The government has made it clear that it still sees the US as essential to regional stability and Australia’s security. Last week Payne and Defence Minister Linda Reynolds wrote that “ongoing US engagement is as vital as it is certain”.

But how can Australia continue to have confidence in the US when we do not endorse its key policies in Asia? How can we expect Washington’s support when we do not support its objectives? How exactly does the government think our US alliance is going to work over coming years, when our strategic risks are going to grow alarmingly?

Likewise, how does Payne reconcile her commendable commitment to avoid injuring our relationship with China with the careless and even reckless way that Canberra has needlessly infuriated Beijing in recent months?
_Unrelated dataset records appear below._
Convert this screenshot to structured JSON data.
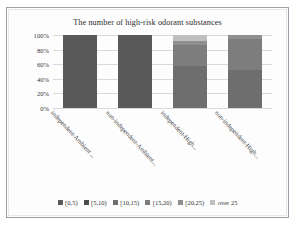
{
  "chart_data": {
    "type": "bar",
    "subtype": "100% stacked bar",
    "title": "The number of high-risk odorant substances",
    "xlabel": "",
    "ylabel": "",
    "ylim": [
      0,
      100
    ],
    "ytick_labels": [
      "0%",
      "20%",
      "40%",
      "60%",
      "80%",
      "100%"
    ],
    "ytick_values": [
      0,
      20,
      40,
      60,
      80,
      100
    ],
    "grid": true,
    "legend_position": "bottom",
    "categories": [
      "independent-Ambient ...",
      "non-independent-Ambient...",
      "independent-High...",
      "non-independent-High..."
    ],
    "series": [
      {
        "name": "[0,5)",
        "color": "#595959",
        "values": [
          100,
          100,
          0,
          0
        ]
      },
      {
        "name": "[5,10)",
        "color": "#4c4c4c",
        "values": [
          0,
          0,
          0,
          0
        ]
      },
      {
        "name": "[10,15)",
        "color": "#6e6e6e",
        "values": [
          0,
          0,
          57,
          52
        ]
      },
      {
        "name": "[15,20)",
        "color": "#7d7d7d",
        "values": [
          0,
          0,
          30,
          43
        ]
      },
      {
        "name": "[20,25)",
        "color": "#8f8f8f",
        "values": [
          0,
          0,
          5,
          5
        ]
      },
      {
        "name": "over 25",
        "color": "#bfbfbf",
        "values": [
          0,
          0,
          8,
          0
        ]
      }
    ]
  },
  "legend": {
    "items": [
      {
        "label": "[0,5)",
        "color": "#595959"
      },
      {
        "label": "[5,10)",
        "color": "#4c4c4c"
      },
      {
        "label": "[10,15)",
        "color": "#6e6e6e"
      },
      {
        "label": "[15,20)",
        "color": "#7d7d7d"
      },
      {
        "label": "[20,25)",
        "color": "#8f8f8f"
      },
      {
        "label": "over 25",
        "color": "#bfbfbf"
      }
    ]
  }
}
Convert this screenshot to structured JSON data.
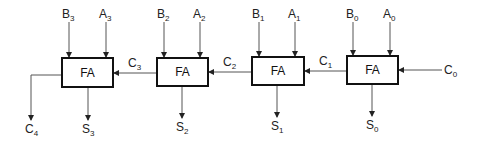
{
  "diagram": {
    "type": "4-bit ripple carry adder",
    "blocks": [
      {
        "label": "FA",
        "x": 62,
        "y": 58,
        "w": 51,
        "h": 29,
        "inputs": [
          {
            "name": "B",
            "sub": "3",
            "x": 69
          },
          {
            "name": "A",
            "sub": "3",
            "x": 106
          }
        ],
        "sum": {
          "name": "S",
          "sub": "3",
          "x": 88
        },
        "carry_in": {
          "name": "C",
          "sub": "3"
        }
      },
      {
        "label": "FA",
        "x": 157,
        "y": 58,
        "w": 51,
        "h": 28,
        "inputs": [
          {
            "name": "B",
            "sub": "2",
            "x": 164
          },
          {
            "name": "A",
            "sub": "2",
            "x": 200
          }
        ],
        "sum": {
          "name": "S",
          "sub": "2",
          "x": 182
        },
        "carry_in": {
          "name": "C",
          "sub": "2"
        }
      },
      {
        "label": "FA",
        "x": 252,
        "y": 57,
        "w": 52,
        "h": 28,
        "inputs": [
          {
            "name": "B",
            "sub": "1",
            "x": 259
          },
          {
            "name": "A",
            "sub": "1",
            "x": 295
          }
        ],
        "sum": {
          "name": "S",
          "sub": "1",
          "x": 277
        },
        "carry_in": {
          "name": "C",
          "sub": "1"
        }
      },
      {
        "label": "FA",
        "x": 347,
        "y": 56,
        "w": 51,
        "h": 28,
        "inputs": [
          {
            "name": "B",
            "sub": "0",
            "x": 353
          },
          {
            "name": "A",
            "sub": "0",
            "x": 390
          }
        ],
        "sum": {
          "name": "S",
          "sub": "0",
          "x": 372
        },
        "carry_in": {
          "name": "C",
          "sub": "0"
        }
      }
    ],
    "carry_out": {
      "name": "C",
      "sub": "4"
    },
    "labels": {
      "b3": "B",
      "b3s": "3",
      "a3": "A",
      "a3s": "3",
      "b2": "B",
      "b2s": "2",
      "a2": "A",
      "a2s": "2",
      "b1": "B",
      "b1s": "1",
      "a1": "A",
      "a1s": "1",
      "b0": "B",
      "b0s": "0",
      "a0": "A",
      "a0s": "0",
      "s3": "S",
      "s3s": "3",
      "s2": "S",
      "s2s": "2",
      "s1": "S",
      "s1s": "1",
      "s0": "S",
      "s0s": "0",
      "c4": "C",
      "c4s": "4",
      "c3": "C",
      "c3s": "3",
      "c2": "C",
      "c2s": "2",
      "c1": "C",
      "c1s": "1",
      "c0": "C",
      "c0s": "0",
      "fa": "FA"
    }
  }
}
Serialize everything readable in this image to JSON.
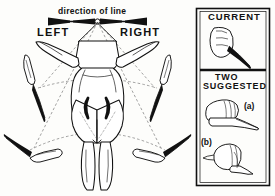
{
  "figure": {
    "title_hidden": "",
    "type": "instructional-line-diagram"
  },
  "left_diagram": {
    "direction_label": "direction of line",
    "side_left_label": "LEFT",
    "side_right_label": "RIGHT",
    "arrow": {
      "name": "double-headed-horizontal-arrow",
      "has_center_pivot": true,
      "pivot_shape": "small-open-circle"
    },
    "guide_lines": {
      "style": "dashed",
      "description": "dashed arcs and radial lines from pivot to each knife"
    },
    "knives": [
      {
        "id": "knife-upper-left",
        "position": "upper left",
        "orientation": "blade down, angled"
      },
      {
        "id": "knife-upper-right",
        "position": "upper right",
        "orientation": "blade down, angled"
      },
      {
        "id": "knife-lower-left",
        "position": "lower left",
        "orientation": "blade up-left, near horizontal"
      },
      {
        "id": "knife-lower-right",
        "position": "lower right",
        "orientation": "blade up-right, near horizontal"
      }
    ],
    "carcass": {
      "name": "carcass-rear-view",
      "features": [
        "splayed forelegs",
        "hindquarters",
        "two hind legs",
        "tail line",
        "paired crescent marks"
      ]
    }
  },
  "right_panel": {
    "panels": [
      {
        "id": "panel-current",
        "heading": "CURRENT",
        "illustration": "hand-gripping-knife-overhand",
        "sublabels": []
      },
      {
        "id": "panel-suggested",
        "heading_line1": "TWO",
        "heading_line2": "SUGGESTED",
        "illustration_a": "hand-gripping-knife-blade-forward",
        "illustration_b": "hand-gripping-knife-blade-down",
        "sublabels": [
          {
            "id": "sublabel-a",
            "text": "(a)"
          },
          {
            "id": "sublabel-b",
            "text": "(b)"
          }
        ]
      }
    ]
  },
  "colors": {
    "ink": "#111111",
    "paper": "#fdfdfb",
    "dashed": "#6b6b6b",
    "fill_dark": "#1a1a1a"
  }
}
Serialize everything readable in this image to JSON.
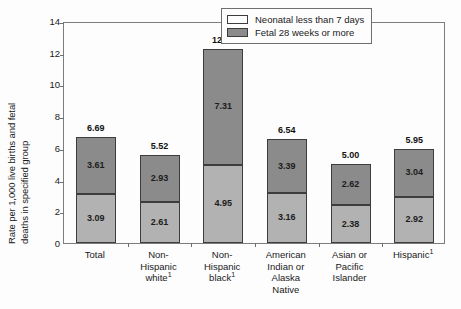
{
  "chart_data": {
    "type": "bar",
    "stacked": true,
    "title": "",
    "subtitle": "",
    "xlabel": "",
    "ylabel": "Rate per 1,000 live births and fetal deaths in specified group",
    "ylabel_lines": [
      "Rate per 1,000 live births and fetal",
      "deaths in specified group"
    ],
    "ylim": [
      0,
      14
    ],
    "yticks": [
      0,
      2,
      4,
      6,
      8,
      10,
      12,
      14
    ],
    "ytick_labels": [
      "0",
      "2",
      "4",
      "6",
      "8",
      "10",
      "12",
      "14"
    ],
    "grid": false,
    "legend_position": "top-right",
    "categories": [
      "Total",
      "Non-Hispanic white",
      "Non-Hispanic black",
      "American Indian or Alaska Native",
      "Asian or Pacific Islander",
      "Hispanic"
    ],
    "category_label_lines": [
      [
        "Total"
      ],
      [
        "Non-",
        "Hispanic",
        "white¹"
      ],
      [
        "Non-",
        "Hispanic",
        "black¹"
      ],
      [
        "American",
        "Indian or",
        "Alaska",
        "Native"
      ],
      [
        "Asian or",
        "Pacific",
        "Islander"
      ],
      [
        "Hispanic¹"
      ]
    ],
    "series": [
      {
        "name": "Fetal 28 weeks or more",
        "color": "#b2b2b2",
        "values": [
          3.09,
          2.61,
          4.95,
          3.16,
          2.38,
          2.92
        ],
        "value_labels": [
          "3.09",
          "2.61",
          "4.95",
          "3.16",
          "2.38",
          "2.92"
        ]
      },
      {
        "name": "Neonatal less than 7 days",
        "color": "#8b8b8b",
        "values": [
          3.61,
          2.93,
          7.31,
          3.39,
          2.62,
          3.04
        ],
        "value_labels": [
          "3.61",
          "2.93",
          "7.31",
          "3.39",
          "2.62",
          "3.04"
        ]
      }
    ],
    "totals": [
      6.69,
      5.52,
      12.22,
      6.54,
      5.0,
      5.95
    ],
    "total_labels": [
      "6.69",
      "5.52",
      "12.22",
      "6.54",
      "5.00",
      "5.95"
    ]
  },
  "legend": {
    "items": [
      {
        "label": "Neonatal less than 7 days",
        "swatch": "white",
        "swatch_color": "#fdfdfd"
      },
      {
        "label": "Fetal 28 weeks or more",
        "swatch": "gray",
        "swatch_color": "#8b8b8b"
      }
    ]
  },
  "colors": {
    "background": "#fdfdfd",
    "axis": "#7d7d7d",
    "bar_lower": "#b2b2b2",
    "bar_upper": "#8b8b8b",
    "bar_outline": "#3d3d3d",
    "text": "#1a1a1a"
  }
}
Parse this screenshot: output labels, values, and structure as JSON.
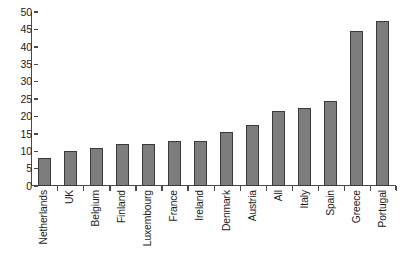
{
  "chart_data": {
    "type": "bar",
    "title": "",
    "subtitle": "",
    "xlabel": "",
    "ylabel": "",
    "categories": [
      "Netherlands",
      "UK",
      "Belgium",
      "Finland",
      "Luxembourg",
      "France",
      "Ireland",
      "Denmark",
      "Austria",
      "All",
      "Italy",
      "Spain",
      "Greece",
      "Portugal"
    ],
    "values": [
      8,
      10,
      11,
      12,
      12,
      13,
      13,
      15.5,
      17.5,
      21.5,
      22.5,
      24.5,
      44.5,
      47.5
    ],
    "ylim": [
      0,
      50
    ],
    "yticks": [
      0,
      5,
      10,
      15,
      20,
      25,
      30,
      35,
      40,
      45,
      50
    ],
    "ytick_labels": [
      "0",
      "5",
      "10",
      "15",
      "20",
      "25",
      "30",
      "35",
      "40",
      "45",
      "50"
    ],
    "grid": false,
    "legend": false,
    "legend_position": "none",
    "bar_color": "#7d7d7d",
    "bar_edge_color": "#3a3a3a",
    "axis_color": "#4a4a4a",
    "background_color": "#ffffff",
    "xtick_rotation": 90
  }
}
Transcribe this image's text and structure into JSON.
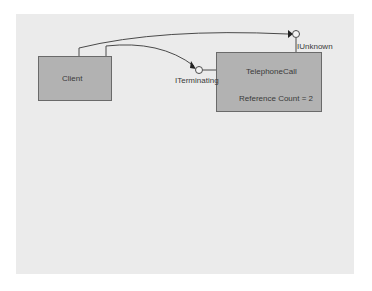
{
  "diagram": {
    "objects": [
      {
        "name": "Client"
      },
      {
        "name": "TelephoneCall",
        "detail": "Reference Count = 2"
      }
    ],
    "interfaces": [
      {
        "name": "ITerminating",
        "owner": "TelephoneCall"
      },
      {
        "name": "IUnknown",
        "owner": "TelephoneCall"
      }
    ],
    "connections": [
      {
        "from": "Client",
        "to": "IUnknown"
      },
      {
        "from": "Client",
        "to": "ITerminating"
      }
    ],
    "colors": {
      "canvas": "#ebebeb",
      "box_fill": "#b2b2b2",
      "box_border": "#6a6a6a",
      "line": "#4a4a4a"
    }
  }
}
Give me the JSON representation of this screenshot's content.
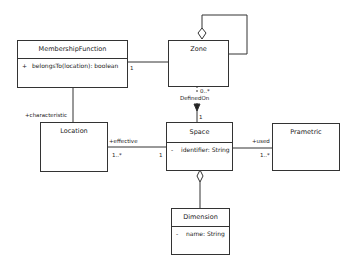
{
  "diagram": {
    "type": "uml-class-diagram",
    "classes": [
      {
        "id": "membership",
        "name": "MembershipFunction",
        "members": [
          {
            "visibility": "+",
            "text": "belongsTo(location): boolean"
          }
        ]
      },
      {
        "id": "zone",
        "name": "Zone",
        "members": []
      },
      {
        "id": "location",
        "name": "Location",
        "members": []
      },
      {
        "id": "space",
        "name": "Space",
        "members": [
          {
            "visibility": "-",
            "text": "identifier: String"
          }
        ]
      },
      {
        "id": "prametric",
        "name": "Prametric",
        "members": []
      },
      {
        "id": "dimension",
        "name": "Dimension",
        "members": [
          {
            "visibility": "-",
            "text": "name: String"
          }
        ]
      }
    ],
    "relations": [
      {
        "from": "zone",
        "to": "zone",
        "kind": "aggregation",
        "label": ""
      },
      {
        "from": "membership",
        "to": "zone",
        "kind": "association",
        "target_multiplicity": "1"
      },
      {
        "from": "membership",
        "to": "location",
        "kind": "association",
        "role": "+characteristic"
      },
      {
        "from": "zone",
        "to": "space",
        "kind": "directed-association",
        "label": "DefinedOn",
        "source_multiplicity": "0..*",
        "target_multiplicity": "1"
      },
      {
        "from": "location",
        "to": "space",
        "kind": "association",
        "role": "+effective",
        "source_multiplicity": "1..*",
        "target_multiplicity": "1"
      },
      {
        "from": "space",
        "to": "prametric",
        "kind": "association",
        "role": "+used",
        "target_multiplicity": "1..*"
      },
      {
        "from": "space",
        "to": "dimension",
        "kind": "aggregation",
        "label": ""
      }
    ],
    "labels": {
      "membership_zone_mult": "1",
      "characteristic_role": "+characteristic",
      "zone_space_mult_top": "0..*",
      "zone_space_name": "DefinedOn",
      "zone_space_mult_bottom": "1",
      "effective_role": "+effective",
      "effective_mult_location": "1..*",
      "effective_mult_space": "1",
      "used_role": "+used",
      "used_mult": "1..*"
    }
  }
}
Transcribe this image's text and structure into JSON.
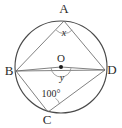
{
  "figure": {
    "background_color": "#ffffff",
    "stroke_color": "#4a4a4a",
    "chord_color": "#6a6a6a",
    "text_color": "#2b2b2b",
    "width": 122,
    "height": 128
  },
  "circle": {
    "center_label": "O",
    "center_x": 61,
    "center_y": 67,
    "radius": 46
  },
  "vertices": [
    {
      "id": "A",
      "label": "A",
      "x": 64,
      "y": 21,
      "label_x": 64,
      "label_y": 13
    },
    {
      "id": "B",
      "label": "B",
      "x": 16,
      "y": 71,
      "label_x": 9,
      "label_y": 75
    },
    {
      "id": "C",
      "label": "C",
      "x": 48,
      "y": 112,
      "label_x": 47,
      "label_y": 124
    },
    {
      "id": "D",
      "label": "D",
      "x": 105,
      "y": 70,
      "label_x": 112,
      "label_y": 74
    }
  ],
  "segments": [
    {
      "name": "chord-AB",
      "from": "A",
      "to": "B"
    },
    {
      "name": "chord-AD",
      "from": "A",
      "to": "D"
    },
    {
      "name": "chord-BD",
      "from": "B",
      "to": "D"
    },
    {
      "name": "chord-BC",
      "from": "B",
      "to": "C"
    },
    {
      "name": "chord-CD",
      "from": "C",
      "to": "D"
    },
    {
      "name": "radius-OB",
      "from": "O",
      "to": "B"
    },
    {
      "name": "radius-OD",
      "from": "O",
      "to": "D"
    }
  ],
  "angles": [
    {
      "name": "angle-at-A",
      "vertex": "A",
      "label": "x",
      "type": "variable",
      "label_x": 64,
      "label_y": 35
    },
    {
      "name": "angle-at-O",
      "vertex": "O",
      "label": "y",
      "type": "variable",
      "label_x": 62,
      "label_y": 80
    },
    {
      "name": "angle-at-C",
      "vertex": "C",
      "label": "100°",
      "type": "value",
      "label_x": 51,
      "label_y": 97
    }
  ]
}
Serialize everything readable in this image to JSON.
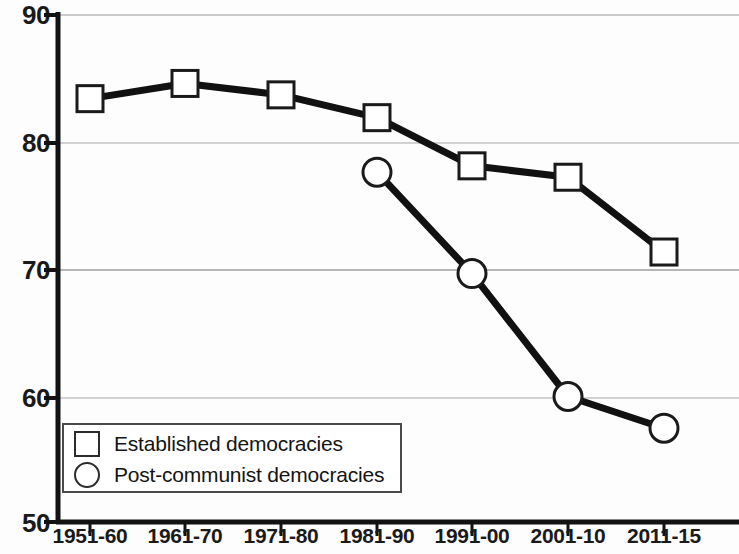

Clearly we face an extremely complex task in balancing the competing imperatives to manage this extraordinarily important relationship. What we need are some clear, consistent and well-articulated principles. What we get instead are vapid assertions from Scott Morrison that we will always uphold our values.

Refusing to join Pompeo’s new cold war with China is a good start, but it doesn’t get us very far. The government still needs to decide, and explain to us, how it plans to manage Australia’s most serious foreign policy challenge in many decades.